I’ve one particular file whose extension can’t be hidden:
(the bottom-right file on this screenshot).
If I press ⌘I, the cover extension
possibility is ticked and greyed out:
I can press RETURN, which removes .pdf
from the tip of the filename by itself (i.e. I needn’t delete these 4 characters myself). The file then ceases to show an extension in Finder till I shut the Finder window or navigate to a different folder; after I navigate to that folder once more, the extension is there.

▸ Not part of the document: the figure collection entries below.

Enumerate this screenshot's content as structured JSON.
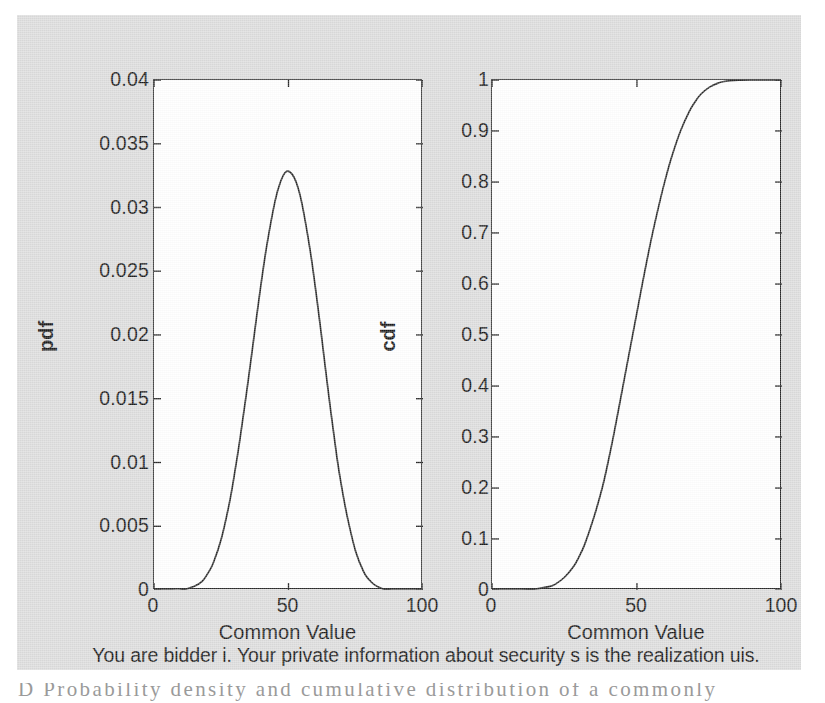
{
  "figure": {
    "note": "You are bidder i. Your private information about security s is the realization uis.",
    "clipped_caption_fragment": "D   Probability density and cumulative distribution of a commonly"
  },
  "chart_data": [
    {
      "id": "pdf",
      "type": "line",
      "title": "",
      "xlabel": "Common Value",
      "ylabel": "pdf",
      "xlim": [
        0,
        100
      ],
      "ylim": [
        0,
        0.04
      ],
      "xticks": [
        0,
        50,
        100
      ],
      "xtick_labels": [
        "0",
        "50",
        "100"
      ],
      "yticks": [
        0,
        0.005,
        0.01,
        0.015,
        0.02,
        0.025,
        0.03,
        0.035,
        0.04
      ],
      "ytick_labels": [
        "0",
        "0.005",
        "0.01",
        "0.015",
        "0.02",
        "0.025",
        "0.03",
        "0.035",
        "0.04"
      ],
      "grid": false,
      "legend": "none",
      "distribution": {
        "family": "normal",
        "mean": 49,
        "sigma": 10.35,
        "peak_value": 0.0386,
        "peak_x": 49
      },
      "x": [
        0,
        5,
        10,
        15,
        18,
        20,
        22,
        25,
        28,
        30,
        32,
        35,
        38,
        40,
        42,
        45,
        47,
        49,
        51,
        53,
        55,
        58,
        60,
        62,
        65,
        68,
        70,
        72,
        75,
        78,
        80,
        82,
        85,
        88,
        90,
        95,
        100
      ],
      "y": [
        0.0,
        0.0,
        0.0,
        0.0003,
        0.0007,
        0.0013,
        0.0021,
        0.004,
        0.0068,
        0.0092,
        0.0119,
        0.0164,
        0.0212,
        0.0243,
        0.0271,
        0.0305,
        0.032,
        0.0328,
        0.0327,
        0.0319,
        0.0303,
        0.0267,
        0.0237,
        0.0204,
        0.0152,
        0.0104,
        0.0078,
        0.0056,
        0.003,
        0.0014,
        0.0008,
        0.0004,
        0.0001,
        0.0,
        0.0,
        0.0,
        0.0
      ],
      "y_display_note": "peak normalized so that maximum drawn height equals 0.0386"
    },
    {
      "id": "cdf",
      "type": "line",
      "title": "",
      "xlabel": "Common Value",
      "ylabel": "cdf",
      "xlim": [
        0,
        100
      ],
      "ylim": [
        0,
        1
      ],
      "xticks": [
        0,
        50,
        100
      ],
      "xtick_labels": [
        "0",
        "50",
        "100"
      ],
      "yticks": [
        0,
        0.1,
        0.2,
        0.3,
        0.4,
        0.5,
        0.6,
        0.7,
        0.8,
        0.9,
        1
      ],
      "ytick_labels": [
        "0",
        "0.1",
        "0.2",
        "0.3",
        "0.4",
        "0.5",
        "0.6",
        "0.7",
        "0.8",
        "0.9",
        "1"
      ],
      "grid": false,
      "legend": "none",
      "distribution": {
        "family": "normal",
        "mean": 52.5,
        "sigma": 10.35,
        "median_x": 52.5,
        "saturation_x": 80
      },
      "x": [
        0,
        10,
        15,
        20,
        22,
        25,
        28,
        30,
        32,
        35,
        38,
        40,
        42,
        45,
        48,
        50,
        52,
        55,
        58,
        60,
        62,
        65,
        68,
        70,
        72,
        75,
        78,
        80,
        85,
        90,
        95,
        100
      ],
      "y": [
        0.0,
        0.0,
        0.002,
        0.007,
        0.012,
        0.025,
        0.045,
        0.065,
        0.09,
        0.14,
        0.2,
        0.25,
        0.305,
        0.395,
        0.485,
        0.545,
        0.605,
        0.69,
        0.765,
        0.81,
        0.85,
        0.9,
        0.938,
        0.957,
        0.972,
        0.986,
        0.994,
        0.997,
        0.9995,
        1.0,
        1.0,
        1.0
      ]
    }
  ],
  "colors": {
    "page_background": "#ffffff",
    "figure_background": "#dcdcdc",
    "axes_background": "#ffffff",
    "axes_border": "#2a2a2a",
    "curve": "#2a2a2a",
    "text": "#1b1b1b"
  }
}
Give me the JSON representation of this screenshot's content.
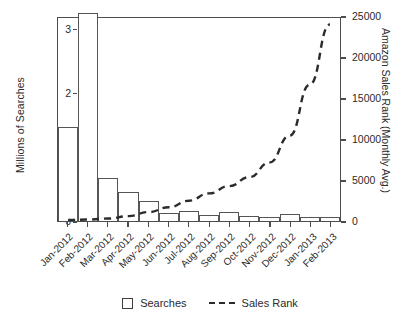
{
  "chart_data": {
    "type": "bar",
    "title": "",
    "xlabel": "",
    "ylabel": "Millions of Searches",
    "y2label": "Amazon Sales Rank (Monthly Avg.)",
    "grid": false,
    "legend_position": "bottom-center",
    "categories": [
      "Jan-2012",
      "Feb-2012",
      "Mar-2012",
      "Apr-2012",
      "May-2012",
      "Jun-2012",
      "Jul-2012",
      "Aug-2012",
      "Sep-2012",
      "Oct-2012",
      "Nov-2012",
      "Dec-2012",
      "Jan-2013",
      "Feb-2013"
    ],
    "ylim": [
      0,
      3.2
    ],
    "yticks": [
      0,
      1,
      2,
      3
    ],
    "ytick_labels": [
      "0",
      "1",
      "2",
      "3"
    ],
    "y2lim": [
      0,
      25000
    ],
    "y2ticks": [
      0,
      5000,
      10000,
      15000,
      20000,
      25000
    ],
    "y2tick_labels": [
      "0",
      "5000",
      "10000",
      "15000",
      "20000",
      "25000"
    ],
    "series": [
      {
        "name": "Searches",
        "type": "bar",
        "axis": "left",
        "units": "millions",
        "values": [
          1.47,
          3.24,
          0.67,
          0.45,
          0.32,
          0.12,
          0.15,
          0.09,
          0.14,
          0.08,
          0.07,
          0.11,
          0.06,
          0.06
        ]
      },
      {
        "name": "Sales Rank",
        "type": "line",
        "style": "dashed",
        "axis": "right",
        "units": "rank",
        "values": [
          120,
          180,
          300,
          600,
          1100,
          1700,
          2500,
          3400,
          4300,
          5400,
          7200,
          10500,
          16800,
          24200
        ]
      }
    ]
  },
  "legend": {
    "items": [
      {
        "label": "Searches",
        "marker": "open-square"
      },
      {
        "label": "Sales Rank",
        "marker": "dashed-line"
      }
    ]
  },
  "colors": {
    "axis": "#4d4d4d",
    "bar_stroke": "#555555",
    "line": "#2b2b2b",
    "background": "#ffffff"
  }
}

Oddly sufficient, if I rename the file so its identify would not finish in . Bear
, the extension disappears and the cover extension
possibility turns into obtainable once more:
(For instance, I can add a number of characters after Bear
(as within the screenshot), add a personality between the final interval and Bear
, or change Bear
to one thing else like Boar
.
It is not the precise file. I attempted deleting that file and renaming one other file to the identical factor, and the consequence was the identical. I additionally tried altering the quantity originally of the file identify, once more with the identical consequence. The issue appears to be having a file whose identify ends in . Bear
. Additionally, it would not appear to be case-sensitive; . bear
has the identical drawback.
I do have an app referred to as Bear which makes use of recordsdata with extension .bear
. Perhaps that has one thing to do with the problem. Keynote, for instance, makes use of recordsdata with extension .key
, and if I rename the aforementioned file so it ends in . key
the identical factor occurs, in order that should be the problem:
Ending the file identify in . App
additionally has that drawback, presumably .app
is the extension for macOS apps.
For what it is value, I haven’t got “present all filename extensions” chosen in Finder preferences (in any other case it would not simply be recordsdata with the names in query).
Is there any technique to change this behaviour, which appears to be an issue with how macOS handles file names and extensions?